Although the data below contains pictures, output only the lines between those holding "Find the location of a" and "What do you see at coordinates (424, 270)", inclusive, exactly and without those pictures.

**EXTRACTED ENTRIES**
+ + + +
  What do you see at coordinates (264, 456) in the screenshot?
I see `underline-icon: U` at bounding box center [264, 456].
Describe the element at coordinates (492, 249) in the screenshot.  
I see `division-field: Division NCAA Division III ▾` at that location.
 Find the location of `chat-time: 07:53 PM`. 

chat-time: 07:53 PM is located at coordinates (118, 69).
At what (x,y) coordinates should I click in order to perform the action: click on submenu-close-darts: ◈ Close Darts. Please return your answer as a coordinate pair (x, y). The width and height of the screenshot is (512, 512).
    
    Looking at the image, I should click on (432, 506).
+ + + +
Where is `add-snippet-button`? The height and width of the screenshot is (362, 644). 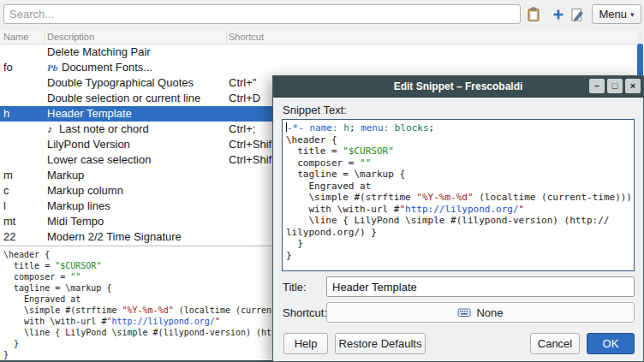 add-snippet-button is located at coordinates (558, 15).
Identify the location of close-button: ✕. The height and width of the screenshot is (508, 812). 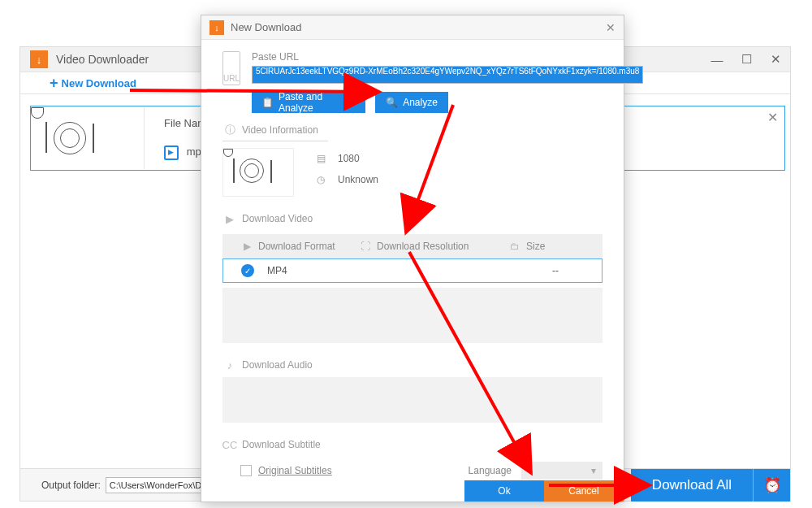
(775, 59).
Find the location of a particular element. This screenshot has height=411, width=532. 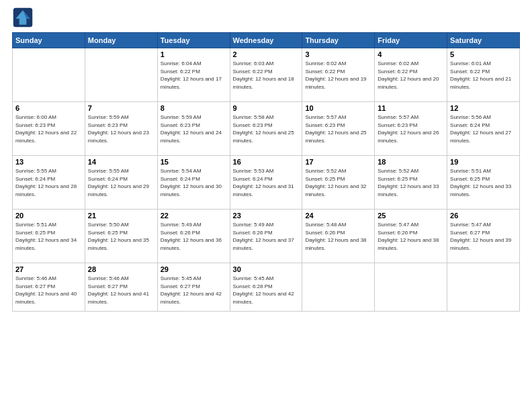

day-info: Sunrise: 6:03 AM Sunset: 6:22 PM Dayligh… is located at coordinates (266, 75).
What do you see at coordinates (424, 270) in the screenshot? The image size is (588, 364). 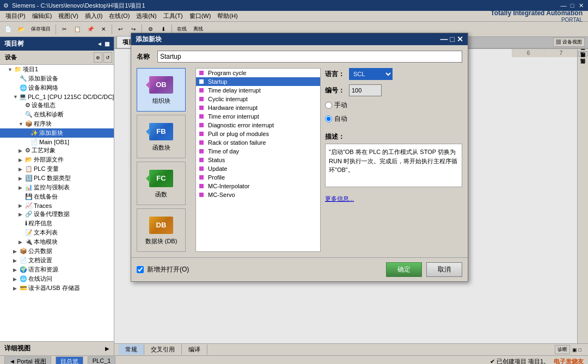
+ + + +
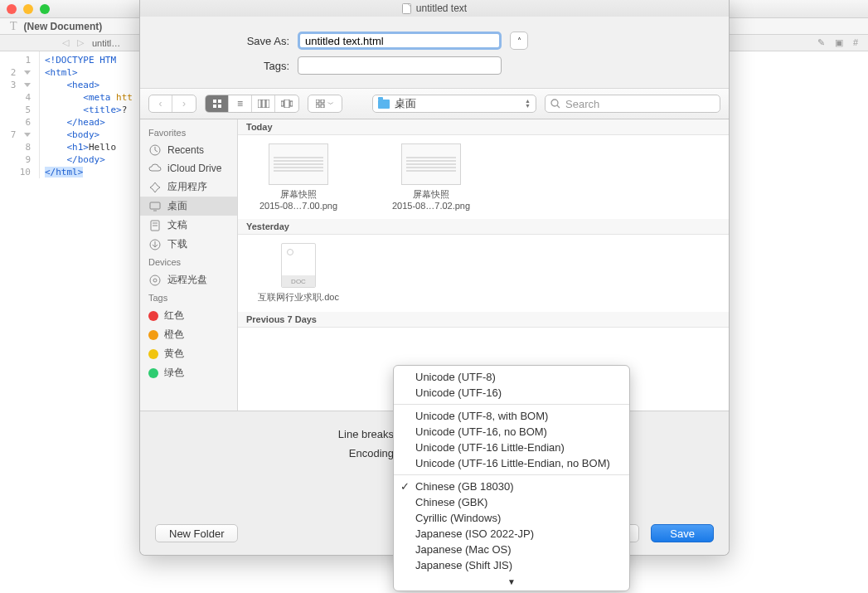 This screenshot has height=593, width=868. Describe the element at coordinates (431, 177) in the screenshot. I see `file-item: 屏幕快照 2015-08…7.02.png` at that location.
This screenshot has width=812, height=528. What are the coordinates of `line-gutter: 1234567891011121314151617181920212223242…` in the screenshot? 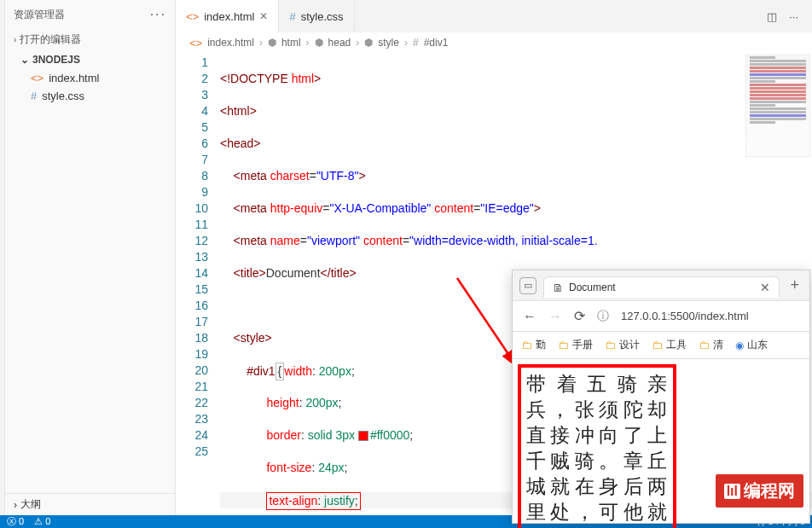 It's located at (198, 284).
+ + + +
**TASK SOLUTION**
Find the location of a particular element. This screenshot has height=411, width=532. 

day-info: Sunrise: 6:03 AM Sunset: 6:22 PM Dayligh… is located at coordinates (266, 75).
What do you see at coordinates (424, 270) in the screenshot? The image size is (588, 364). 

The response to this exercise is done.